Just to confirm (using an arbitrary but reasonably low number)
Perchance
Though about this. Perhaps instead of stances/strict, it should be momentum/loose. So maybe if I swing my sword in a wide arc, I gain some momentum towards the top of the board, and that makes certain follow-up moves stronger - but they were always available anyway
Or, alternatively, I can always do things from anywhere on the board, but if I do things that are close/connected, I gain momentum which makes me generally stronger
It could be some of both, sorta like the image I had sent here it has moves that you can take at any time (underlined), otherwise you move to nearby moves at will but you can't go diagonal or jump gaps
even a 3x3 grid, you only have access to the center or up/down/left/right restricts 4 moves in every position
Yeah but like, instead of a hard restriction, it could be an incremental bonus that you can try to keep up
melee + empty including bare fists means monk will be getting this grid as well, just to confirm?
random thought
no, but a pugalist style fighter might. This is (at least atm) intended to be a Fighter feature, not a thing that applies to all FS/Mastery/etc.
If it turns out to be really simple and intuitive to use, I could see expanding it to more martials. But Monk would really only have the TWF style available so quite narrow
will a truncated system be applied to other martials and the half-martials (ranger and paladin), or will something else be done in those cases then?
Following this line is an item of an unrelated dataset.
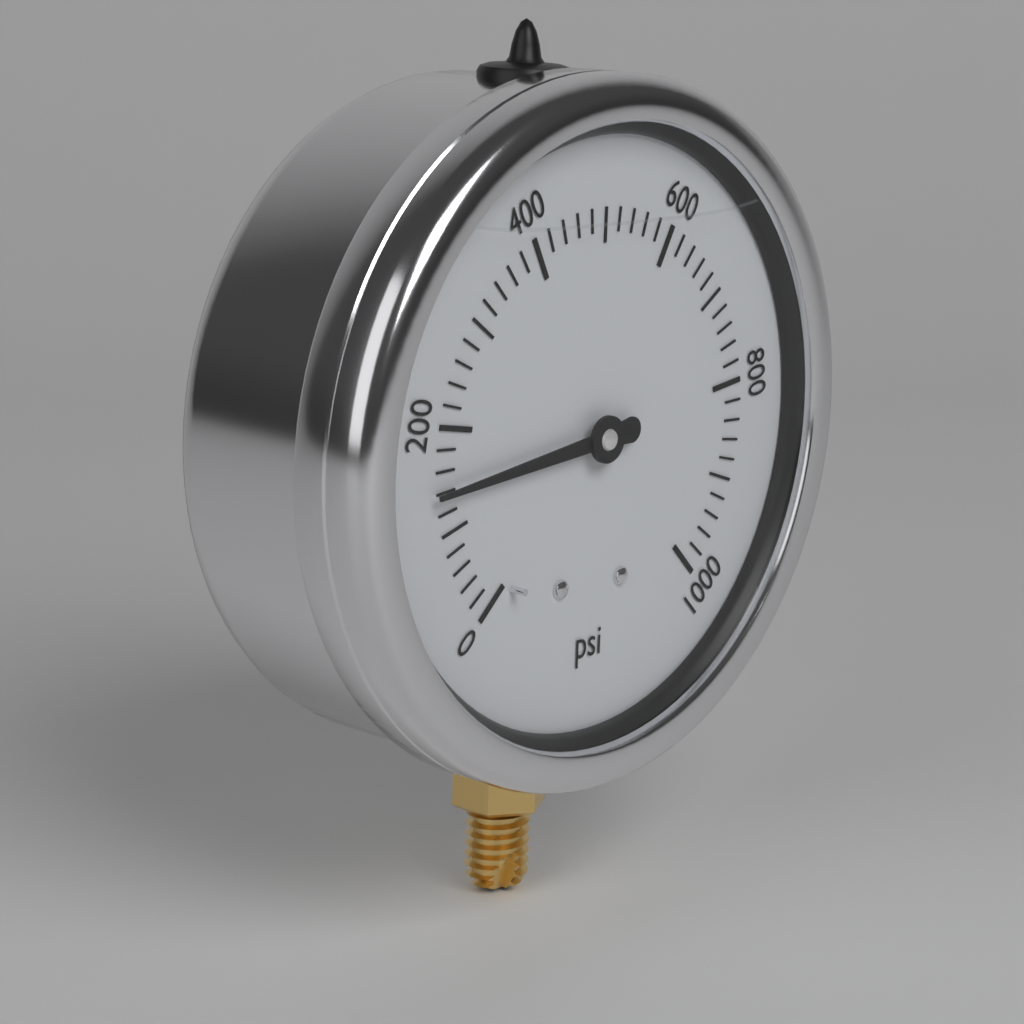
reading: 140 psi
I think they'll have their own thing entirely separate from this, I (currently) want this to be a Fighter exclusive thing to help them be more unique
#quick_questions message
Made a poll for a symbol question on the Stance thing I'm working on
Experiment 1
Context for use
Some notes from myself
- I think its still too complex atm, and not very intuitive
- I think the chart could probably be simplified a lot, unsure how I wanna display it yet
- I think its interesting, and might lead to interesting gameplay, but I'd have to test it to really get a feel
- I might wanna make it such that each Stance is only a single effect, but its difficult making an effect that isn't giving Fighter too much strength (its already strong) or something so niche that nobody will ever use the stance
I also currently do not have any "stance changing events" as I had theorized before, I realized I may not want this stance thing to be so encompassing as to draw much focus from the player to maintain, so wanted to simplify
Disengaging is quite strong purely because it doesnt seem action-tied per se, would removing the "Defensive" portion and tying "Disengaging Shot" to taking the Disengage action be too much?
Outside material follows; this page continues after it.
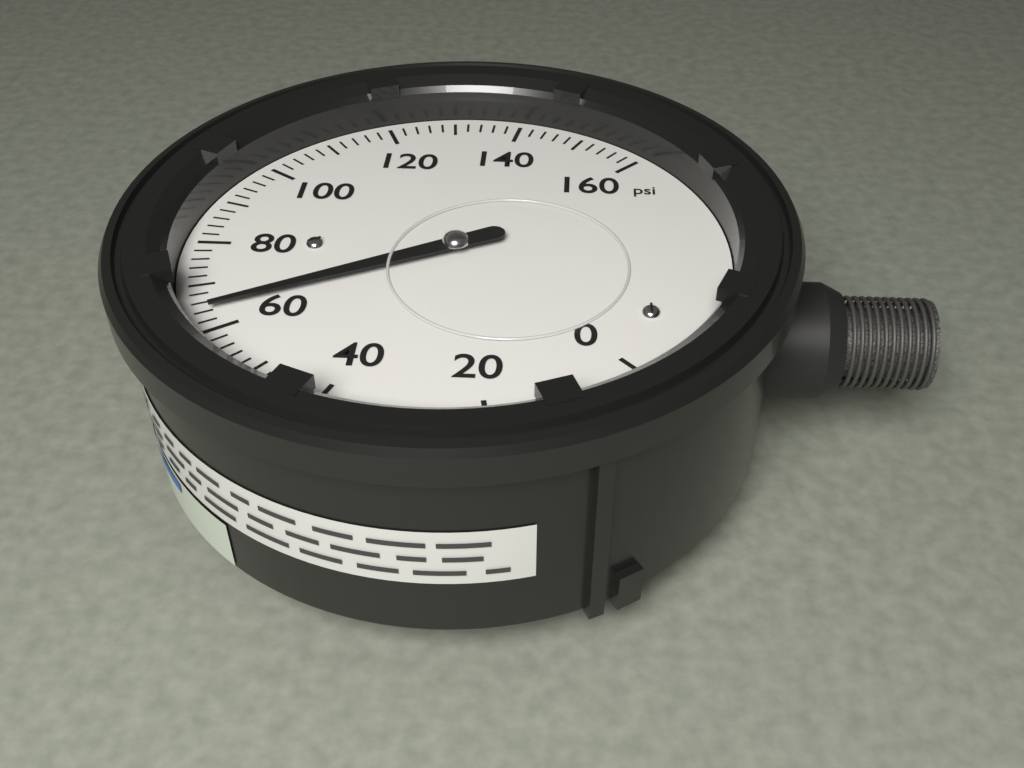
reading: 64 psi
this is meant to be more complex than baseline to a certain degree, so there's bound to be a slight learning curve imo
So the idea is that since you plan this a turn in advance (swap stance at end of turn to this), you make the disengaging shot before your next turn to get some distance and when you run any other targets that can reach you other than your main target can't hit you as well. But, the CQC shot is still at Disadvantage, so its not guarenteed you even ignore the triggering creature's OA.
The bigger cost is you don't really get anything beneficial on your turn beyond disadvantage OA's, which isn't guarenteed to keep you safe
do you think its still too powerful, even though its more mitigating rather than empowering?